During the International Geophysical Year of 1958–59 twelve countries had been active in Antarctica. Scientists had spread out around the coast, and inland, establishing stations and field camps and undertaking research in a wide range of disciplines. They ignored any borders that appeared on maps and, by mutual agreement, undertook their scientific work with a spirit of cooperation. The fact that the entire continent was without a governance regime and that there were simmering tensions with respect to differences of view over sovereign claims was conveniently ignored.
At the conclusion of the IGY it was clear that scientists would want to return to the Antarctic—the surface had barely been scratched. It was also clear that governments held strong aspirations to pursue their strategic interests, including the problematic issue of protecting their sovereign positions. These had become cemented in the decades following the territorial claim of Great Britain in 1908, and the subsequent claims of six other nations, including Australia’s. However, in the post World War 2 environment, uncontrolled pursuit of national interests would serve no-one. The pressure to settle the so-called Antarctic Problem heightened with overlapping claims in the Antarctic Peninsula, the emerging competition of Antarctic interests between the US and the USSR, and the evolving ‘Cold War’ tensions. Options constituting a condominium arrangement, or signalling internationalisation of the Antarctic, were firmly rejected. Each of the nations involved insisted on participation in whatever arrangement would be invoked, but without detriment to their interests.
At the initiative of the United States, diplomats from the 12 nations that had been active in Antarctica during the IGY, met in Washington to explore the options for managing the competing interests and ensuring that scientists could pursue their work in peace. A series of meetings between 1958 and 1959 resulted in agreement to hold formal negotiations. These negotiations ended with signature of the Antarctic Treaty on 1 December 1959.
By contemporary standards of international law the Antarctic Treaty is a remarkably short document—just 14 articles. Perhaps its brevity is its success as it focuses on critically important principles for the region: peace, cooperation, non-nuclearisation and free exchange of scientific results. These are all solid foundations for the Treaty and have endured in the subsequent 50 years. But the cornerstone is Article IV which deals with the issue of territorial sovereignty—and it does so elegantly by preventing new claims and setting aside arguments over the existing ones.
As a nation with the largest territory in Antarctica, Australia took particular interest in the ways in which the differences of view over this potentially destabilising issue could be accommodated. And it was here that Australia came to play an important role with the personal intervention of Richard Casey, Australia’s Foreign Minister. The result broke the deadlock between the countries and, ultimately, delivered a formula that ensured that no country would be disadvantaged. Peace would be maintained and the status quo on sovereignty would be preserved. While the US had provided the setting for successful negotiations, Australia had provided the diplomatic solution.
Article IX provided a mechanism for the Parties to develop measures to further the principles and objectives of the Treaty. It also required that a meeting would be held in Canberra within two months of the Treaty’s entry into force—the mention of a specific capital for such purposes is highly unusual in an international Treaty and has been regarded as de facto recognition of Australia’s role in the negotiations.The Treaty came into force on 23 June 1961, and in July that year the 12 nations came together in Canberra for the first Antarctic Treaty Consultative Meeting (ATCM I). At that meeting, in what is now Old Parliament House, Prime Minister Robert Menzies addressed the delegates, saying: ‘All the nations concerned have agreed that this is not a place of war, but this is a place of scientific research, of study, of enlarging the boundaries of knowledge, of friendly cooperation’.
By June 2011, with the number of Treaty Parties having quadrupled, ATCM XXXIV celebrated the Treaty’s 50th anniversary. At that meeting in Buenos Aires, Richard Rowe, Head of the Australian Delegation, reflected on the achievements, saying: ‘The Antarctic Treaty shines a light on the quality of international relations where cooperation and consensus are the keys to success… any differences of substance have melted away in the warmth of good relations. Between us we have developed, from small beginnings, the most effective system for managing the Antarctic’.
In June 2012 Australia will, for the third time, host the Treaty meeting. ATCM XXXV will be held in Hobart and will underscore the continuing importance of the Antarctic Treaty to Australia’s engagement in Antarctic affairs and set the scene for the next 50 years of the Treaty.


Beginning at the line that includes "The width and height of the screenshot is (618, 311)." in the entries below, print each line exactly as it appears, through the last one.

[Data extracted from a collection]
***

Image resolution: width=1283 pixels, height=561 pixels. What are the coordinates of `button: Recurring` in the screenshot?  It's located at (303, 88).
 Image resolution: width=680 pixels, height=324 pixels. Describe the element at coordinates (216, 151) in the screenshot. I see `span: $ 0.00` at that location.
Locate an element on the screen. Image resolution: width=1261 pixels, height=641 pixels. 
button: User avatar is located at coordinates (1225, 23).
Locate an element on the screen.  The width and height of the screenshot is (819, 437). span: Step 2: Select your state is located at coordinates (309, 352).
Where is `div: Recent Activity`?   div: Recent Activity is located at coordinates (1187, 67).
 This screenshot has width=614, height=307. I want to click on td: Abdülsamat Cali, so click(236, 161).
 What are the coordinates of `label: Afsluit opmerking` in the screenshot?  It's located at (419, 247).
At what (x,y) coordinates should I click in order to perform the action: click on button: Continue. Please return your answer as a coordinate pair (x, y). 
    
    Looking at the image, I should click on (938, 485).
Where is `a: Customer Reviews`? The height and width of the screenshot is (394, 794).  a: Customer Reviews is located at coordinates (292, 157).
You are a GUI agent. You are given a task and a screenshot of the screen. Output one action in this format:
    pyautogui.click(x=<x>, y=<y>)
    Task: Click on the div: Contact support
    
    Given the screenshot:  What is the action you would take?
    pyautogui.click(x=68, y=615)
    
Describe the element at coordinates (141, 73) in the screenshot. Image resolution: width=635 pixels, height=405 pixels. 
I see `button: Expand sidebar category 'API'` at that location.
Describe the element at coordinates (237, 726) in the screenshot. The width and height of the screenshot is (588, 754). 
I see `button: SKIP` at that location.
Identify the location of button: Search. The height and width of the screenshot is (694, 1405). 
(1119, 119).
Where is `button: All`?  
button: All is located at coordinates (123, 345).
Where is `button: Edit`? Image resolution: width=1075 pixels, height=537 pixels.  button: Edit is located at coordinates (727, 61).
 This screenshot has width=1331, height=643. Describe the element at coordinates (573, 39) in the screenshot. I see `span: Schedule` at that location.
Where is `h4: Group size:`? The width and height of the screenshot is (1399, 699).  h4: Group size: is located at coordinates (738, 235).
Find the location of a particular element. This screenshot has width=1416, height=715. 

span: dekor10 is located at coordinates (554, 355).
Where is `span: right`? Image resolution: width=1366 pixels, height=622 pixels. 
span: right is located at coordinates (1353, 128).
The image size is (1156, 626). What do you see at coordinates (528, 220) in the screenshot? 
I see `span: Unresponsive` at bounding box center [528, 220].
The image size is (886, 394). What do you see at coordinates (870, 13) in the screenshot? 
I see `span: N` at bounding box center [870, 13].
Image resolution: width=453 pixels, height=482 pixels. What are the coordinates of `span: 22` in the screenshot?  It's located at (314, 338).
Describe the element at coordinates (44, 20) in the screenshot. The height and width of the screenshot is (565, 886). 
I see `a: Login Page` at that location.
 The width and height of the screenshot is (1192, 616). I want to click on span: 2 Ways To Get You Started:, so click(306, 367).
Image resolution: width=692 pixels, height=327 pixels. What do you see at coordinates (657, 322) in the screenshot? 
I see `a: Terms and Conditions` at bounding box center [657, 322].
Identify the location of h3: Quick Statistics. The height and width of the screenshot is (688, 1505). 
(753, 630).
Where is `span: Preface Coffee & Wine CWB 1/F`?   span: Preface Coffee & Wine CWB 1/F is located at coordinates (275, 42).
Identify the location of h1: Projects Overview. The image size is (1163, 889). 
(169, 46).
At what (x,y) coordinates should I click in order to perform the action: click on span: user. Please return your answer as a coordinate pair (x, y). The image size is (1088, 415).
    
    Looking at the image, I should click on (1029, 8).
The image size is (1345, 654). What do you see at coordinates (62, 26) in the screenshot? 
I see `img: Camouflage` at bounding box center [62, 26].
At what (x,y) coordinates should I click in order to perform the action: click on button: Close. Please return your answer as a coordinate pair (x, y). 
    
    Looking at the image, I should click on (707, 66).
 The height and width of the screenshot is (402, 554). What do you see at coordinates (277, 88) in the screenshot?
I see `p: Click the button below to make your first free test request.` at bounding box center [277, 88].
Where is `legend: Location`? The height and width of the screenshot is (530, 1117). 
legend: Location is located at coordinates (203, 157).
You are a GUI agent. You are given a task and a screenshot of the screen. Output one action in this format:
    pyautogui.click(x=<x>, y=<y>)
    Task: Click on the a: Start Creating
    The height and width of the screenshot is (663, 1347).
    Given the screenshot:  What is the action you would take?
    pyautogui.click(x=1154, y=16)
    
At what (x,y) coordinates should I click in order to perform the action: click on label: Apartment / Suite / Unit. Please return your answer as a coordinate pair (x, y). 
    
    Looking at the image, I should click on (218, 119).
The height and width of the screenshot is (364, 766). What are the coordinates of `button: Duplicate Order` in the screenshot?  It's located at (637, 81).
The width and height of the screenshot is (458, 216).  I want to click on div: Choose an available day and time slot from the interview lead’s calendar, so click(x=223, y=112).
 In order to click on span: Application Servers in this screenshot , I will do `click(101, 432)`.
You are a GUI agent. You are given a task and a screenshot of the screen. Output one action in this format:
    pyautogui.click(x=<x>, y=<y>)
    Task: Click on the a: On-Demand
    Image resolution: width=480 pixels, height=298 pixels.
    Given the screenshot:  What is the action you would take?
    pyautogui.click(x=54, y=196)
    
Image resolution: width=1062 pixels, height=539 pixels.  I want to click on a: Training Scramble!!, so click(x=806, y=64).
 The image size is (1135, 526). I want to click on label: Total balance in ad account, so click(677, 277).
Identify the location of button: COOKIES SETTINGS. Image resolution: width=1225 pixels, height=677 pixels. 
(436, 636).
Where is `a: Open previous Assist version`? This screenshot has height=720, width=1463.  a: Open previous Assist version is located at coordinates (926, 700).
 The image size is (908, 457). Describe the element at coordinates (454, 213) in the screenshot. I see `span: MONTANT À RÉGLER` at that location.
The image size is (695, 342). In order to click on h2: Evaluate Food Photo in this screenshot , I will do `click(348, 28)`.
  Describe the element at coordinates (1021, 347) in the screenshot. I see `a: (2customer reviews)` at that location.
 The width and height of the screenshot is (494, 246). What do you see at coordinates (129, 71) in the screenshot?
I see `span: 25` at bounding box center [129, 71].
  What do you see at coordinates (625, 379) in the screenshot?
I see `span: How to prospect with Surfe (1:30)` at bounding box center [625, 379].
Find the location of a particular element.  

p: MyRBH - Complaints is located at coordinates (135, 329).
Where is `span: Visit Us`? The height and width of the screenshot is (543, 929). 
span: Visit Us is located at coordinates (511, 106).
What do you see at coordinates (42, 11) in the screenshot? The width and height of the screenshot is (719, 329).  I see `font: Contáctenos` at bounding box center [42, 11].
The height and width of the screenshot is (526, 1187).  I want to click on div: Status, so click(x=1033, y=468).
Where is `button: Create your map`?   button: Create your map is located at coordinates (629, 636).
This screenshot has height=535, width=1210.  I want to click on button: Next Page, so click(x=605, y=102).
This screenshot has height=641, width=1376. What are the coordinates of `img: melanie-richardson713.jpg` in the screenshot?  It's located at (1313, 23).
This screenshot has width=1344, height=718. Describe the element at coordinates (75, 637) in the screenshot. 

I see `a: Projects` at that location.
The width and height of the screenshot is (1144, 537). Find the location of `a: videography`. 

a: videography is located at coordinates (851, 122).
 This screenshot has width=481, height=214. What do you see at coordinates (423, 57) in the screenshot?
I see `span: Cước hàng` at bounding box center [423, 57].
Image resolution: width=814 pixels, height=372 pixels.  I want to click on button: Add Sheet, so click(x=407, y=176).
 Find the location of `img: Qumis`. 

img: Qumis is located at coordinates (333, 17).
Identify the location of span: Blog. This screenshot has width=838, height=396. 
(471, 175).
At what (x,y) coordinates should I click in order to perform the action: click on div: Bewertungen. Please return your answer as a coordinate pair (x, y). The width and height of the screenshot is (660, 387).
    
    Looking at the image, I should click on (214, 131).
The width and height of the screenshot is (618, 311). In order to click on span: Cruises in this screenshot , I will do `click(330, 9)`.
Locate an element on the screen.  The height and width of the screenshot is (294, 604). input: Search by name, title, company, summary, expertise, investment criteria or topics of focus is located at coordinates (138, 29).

***

=== Result ===
The width and height of the screenshot is (618, 311). In order to click on span: Cruises in this screenshot , I will do `click(330, 9)`.
Locate an element on the screen.  The height and width of the screenshot is (294, 604). input: Search by name, title, company, summary, expertise, investment criteria or topics of focus is located at coordinates (138, 29).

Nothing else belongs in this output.